In the bunker, Jack points out to Dean he was right about there being a supernatural case. And then he has more of his coughing fits and collapses, bleeding from his mouth and nose.

"Optimism" was an okay episode. Jensen Ackles is always good with the funny, and pairing him with Alexander Calvert as Jack was inspired. This was the first episode since he's appeared where I actually liked Jack. Here he does a pretty good job of playing the fish-out-of-water noob Hunter, which is actually the first time they've focused to any great degree on the fact that's what Jack is. Other than the coughing fits and a certain amount of guilt about not killing Michael when he had the chance, most of the Jack baggage got dumped on the luggage carousel and we just got the actor having fun with the character for once. Typically it seems like Calvert is too busy dealing with all the angst and the subplots the creative team channels through Jack to make him an interesting character.

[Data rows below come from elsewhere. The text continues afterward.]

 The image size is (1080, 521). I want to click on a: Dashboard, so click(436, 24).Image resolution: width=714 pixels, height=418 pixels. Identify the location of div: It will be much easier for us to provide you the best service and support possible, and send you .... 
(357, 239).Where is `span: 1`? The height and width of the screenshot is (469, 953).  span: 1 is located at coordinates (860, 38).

I wouldn't say there were any great innovations on his character. They hit all the typical notes for Jack: unfamiliarity with cultural references, unfamiliarity with human customs (particularly his reaction to sex, which was amusingly awkward without going to Castiel levels of ignorance), and just being a young Hunter on his first real Hunt.

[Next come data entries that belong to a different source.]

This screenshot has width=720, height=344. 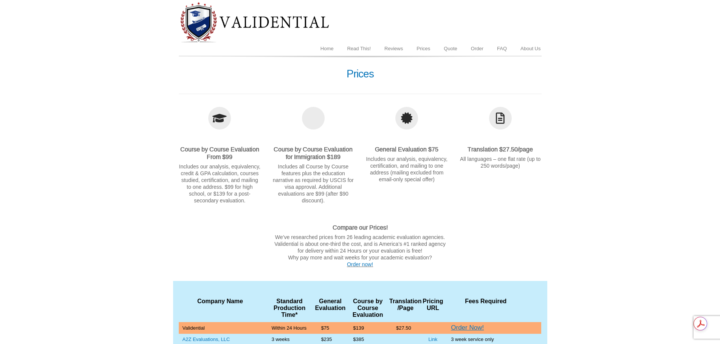 What do you see at coordinates (289, 308) in the screenshot?
I see `th: Standard Production Time*` at bounding box center [289, 308].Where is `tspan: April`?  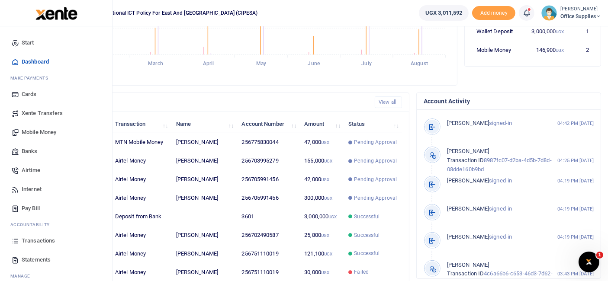 tspan: April is located at coordinates (208, 64).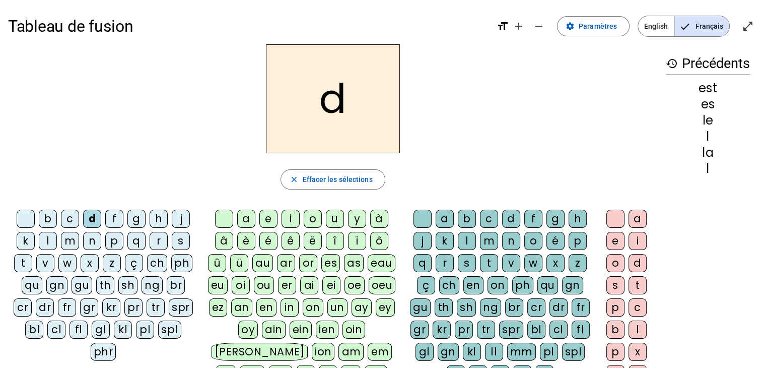 The width and height of the screenshot is (766, 368). I want to click on div: â, so click(224, 241).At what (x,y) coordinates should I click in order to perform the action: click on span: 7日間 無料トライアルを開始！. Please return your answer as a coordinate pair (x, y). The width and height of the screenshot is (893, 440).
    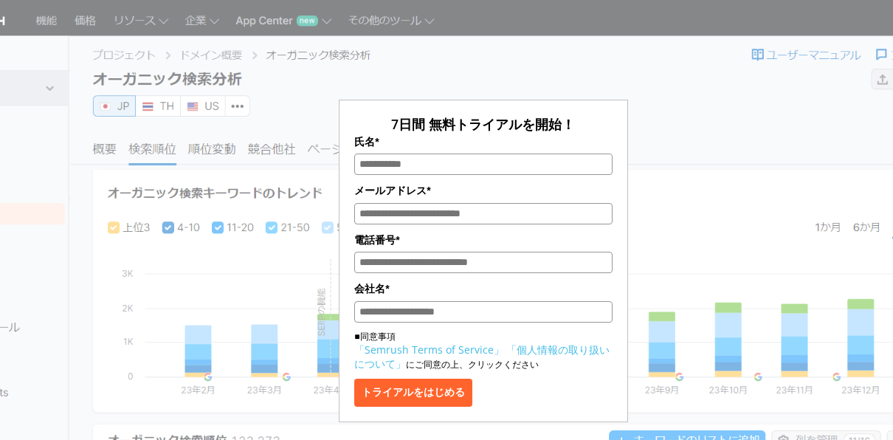
    Looking at the image, I should click on (482, 124). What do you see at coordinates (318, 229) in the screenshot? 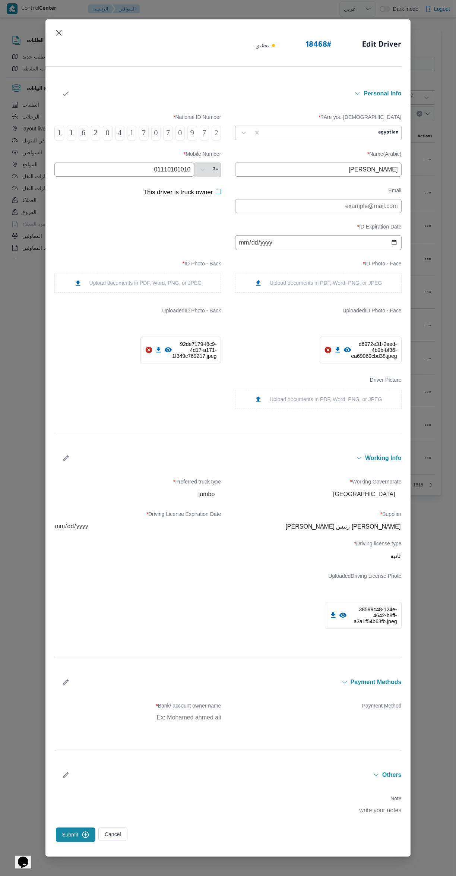
I see `label: ID Expiration Date` at bounding box center [318, 229].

Felicia Day, Supernatural S14E06

The Sam/Charlie story was pretty weak sauce by comparison. There was nothing wrong with it, and the initial bits with Sam were fun. But as writer Steve Yockey kind of gas-lighted, the whole thing was a weak metaphor for Charlie and her "I want to go off and live on a mountaintop. With Wifi." attitude. It was… okay. It didn't show Padalecki or Day at their best, but it didn't show them at their worst, either. It seemed like a lot of effort to establish something about someone who is by all rights a minor character. But as long as the creative team has that Felicia Day shrine in a back closet, and Day continues to be a nerd queen, I guess we're stuck with her.

But that's just my opinion, I could be wrong. What do you think?